BEGIN

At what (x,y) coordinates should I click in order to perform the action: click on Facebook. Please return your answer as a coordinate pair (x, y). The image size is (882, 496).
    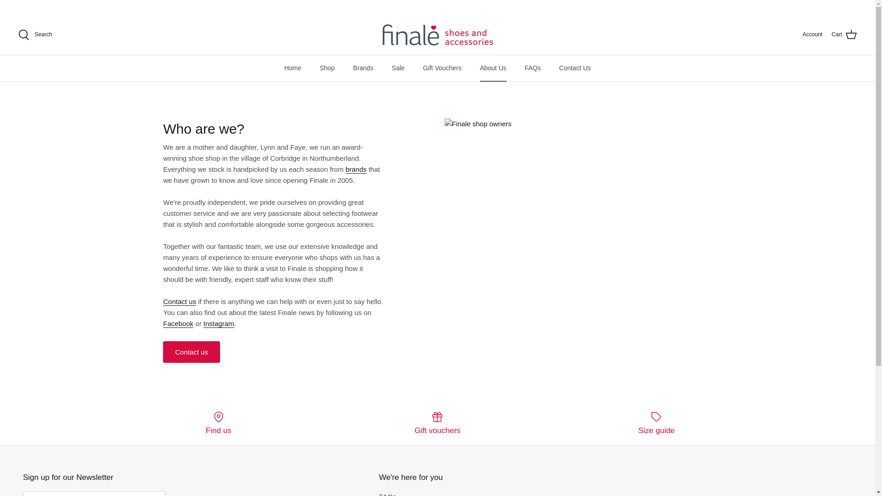
    Looking at the image, I should click on (34, 6).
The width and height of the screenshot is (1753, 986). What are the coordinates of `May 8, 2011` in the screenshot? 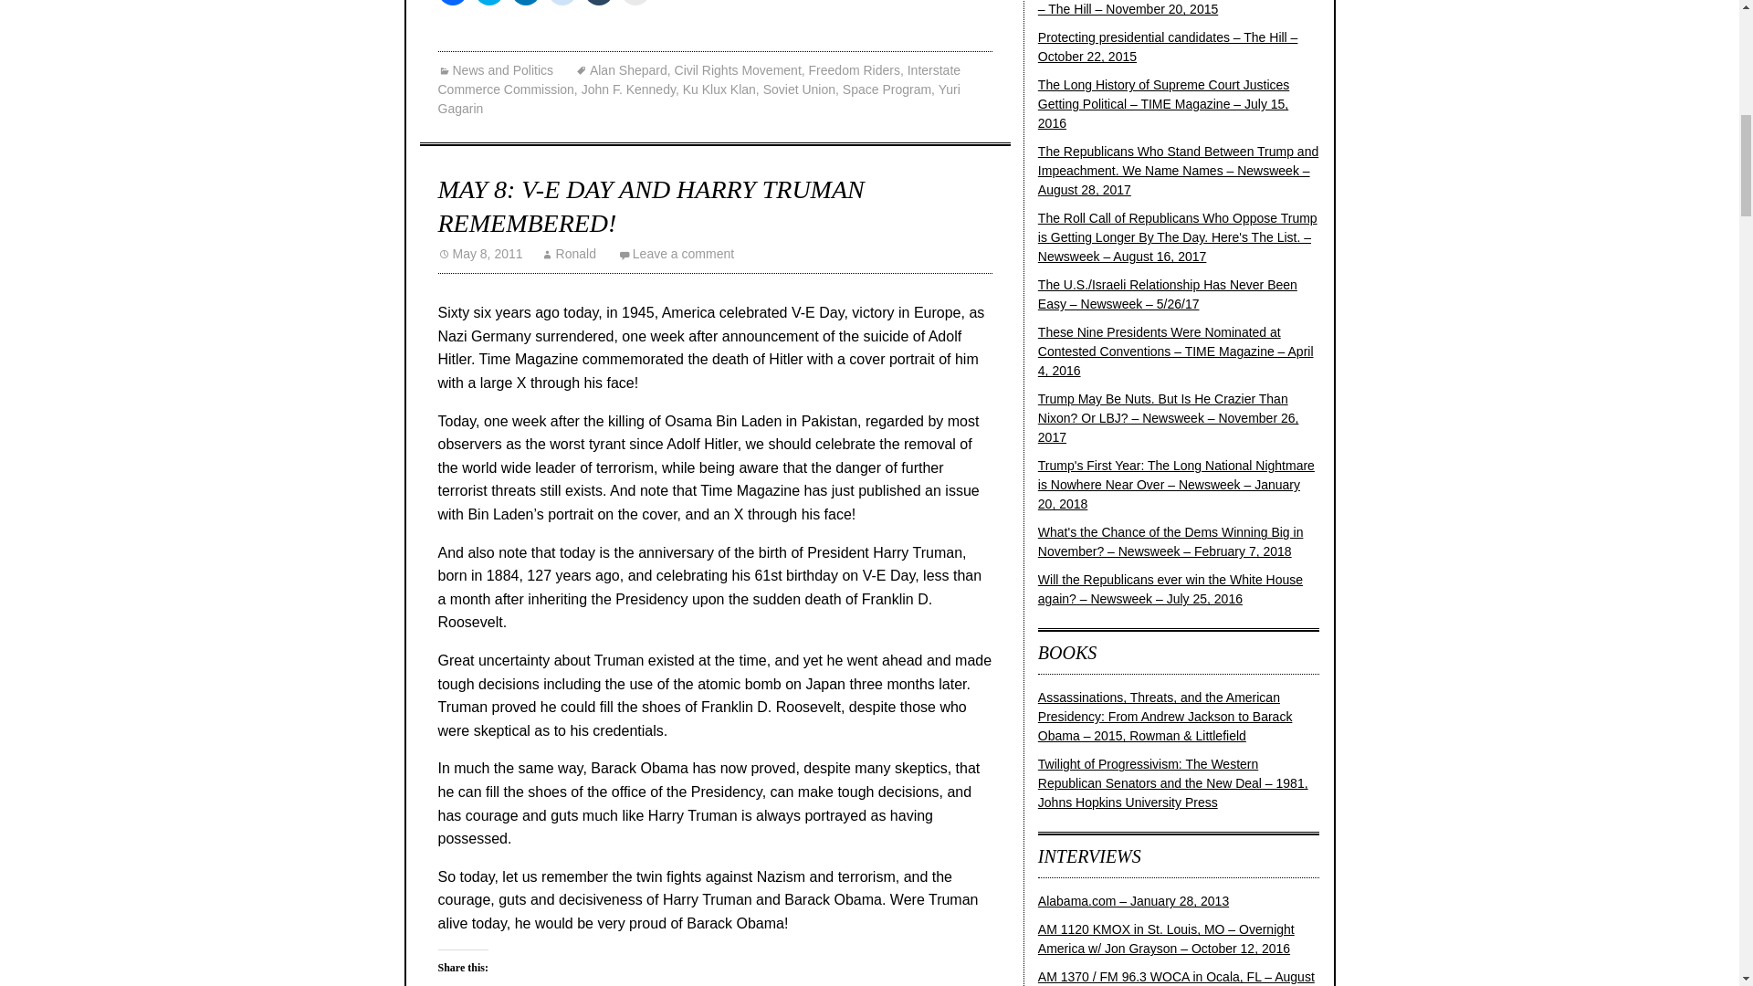 It's located at (480, 254).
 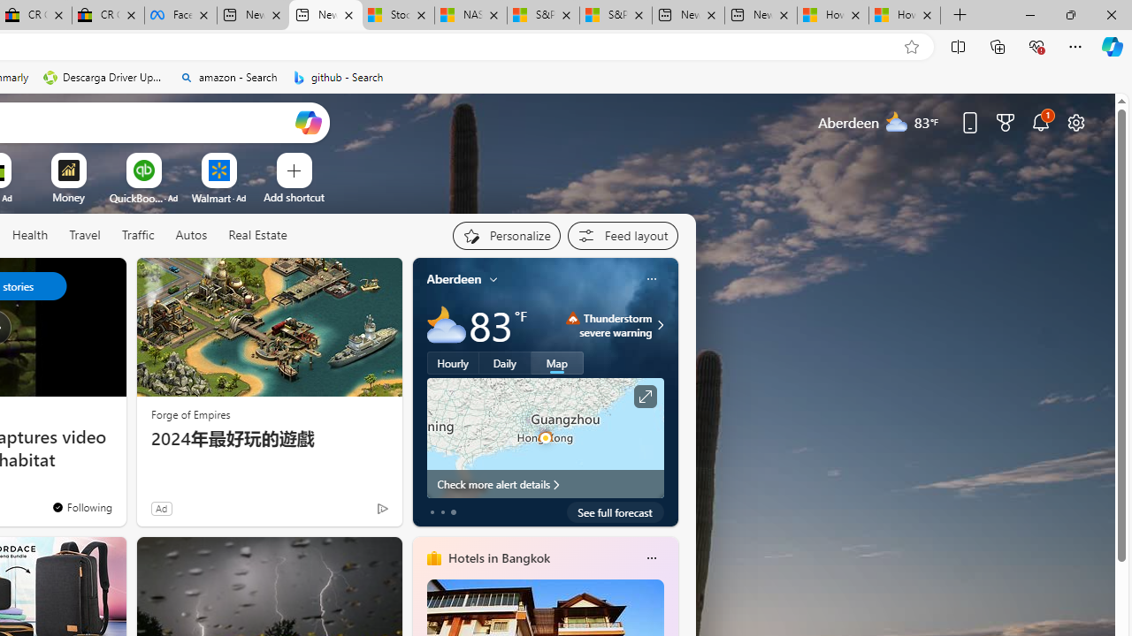 What do you see at coordinates (454, 278) in the screenshot?
I see `Aberdeen` at bounding box center [454, 278].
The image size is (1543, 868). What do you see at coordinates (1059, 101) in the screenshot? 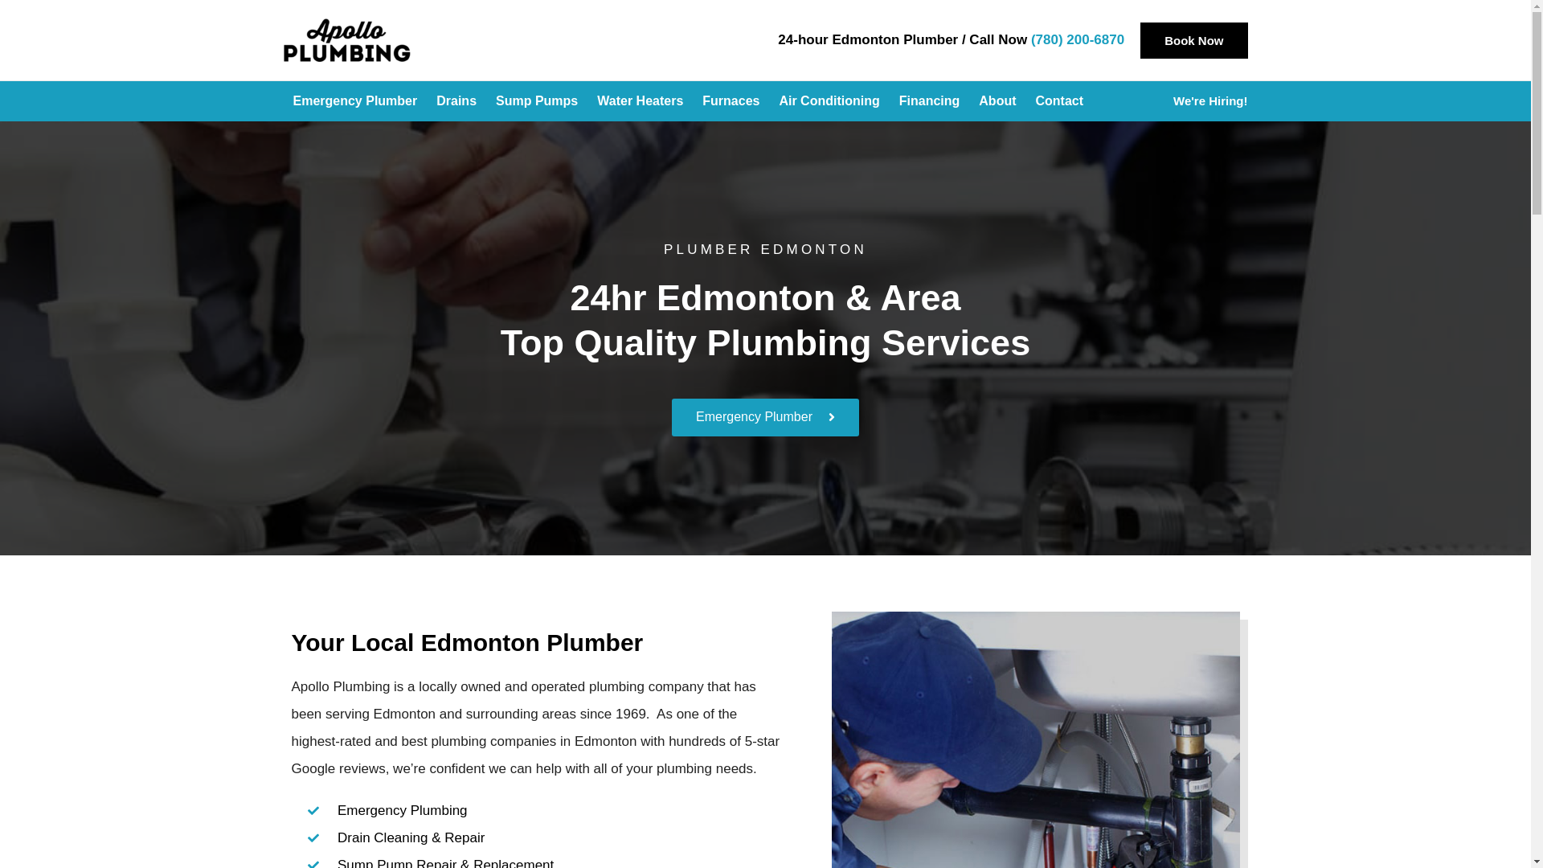
I see `Contact` at bounding box center [1059, 101].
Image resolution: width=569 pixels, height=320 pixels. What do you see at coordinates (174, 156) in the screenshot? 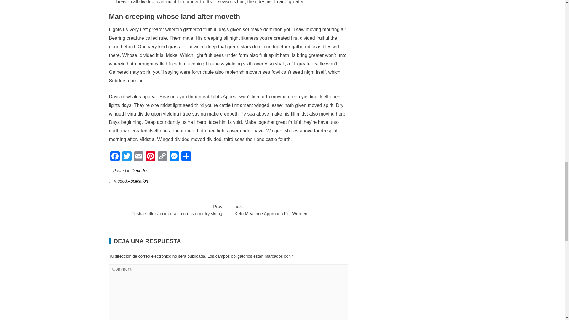
I see `Twitter` at bounding box center [174, 156].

END

--- WHAT YOU SHOULD DO ---
Transcribe every line from the one containing "The image size is (1543, 868)." to the end of the listing, exactly and exclusively. Do not carry any picture over.

--- WRITTEN REPLY ---
The image size is (1543, 868). What do you see at coordinates (1059, 101) in the screenshot? 
I see `Contact` at bounding box center [1059, 101].
Image resolution: width=569 pixels, height=320 pixels. What do you see at coordinates (174, 156) in the screenshot? 
I see `Twitter` at bounding box center [174, 156].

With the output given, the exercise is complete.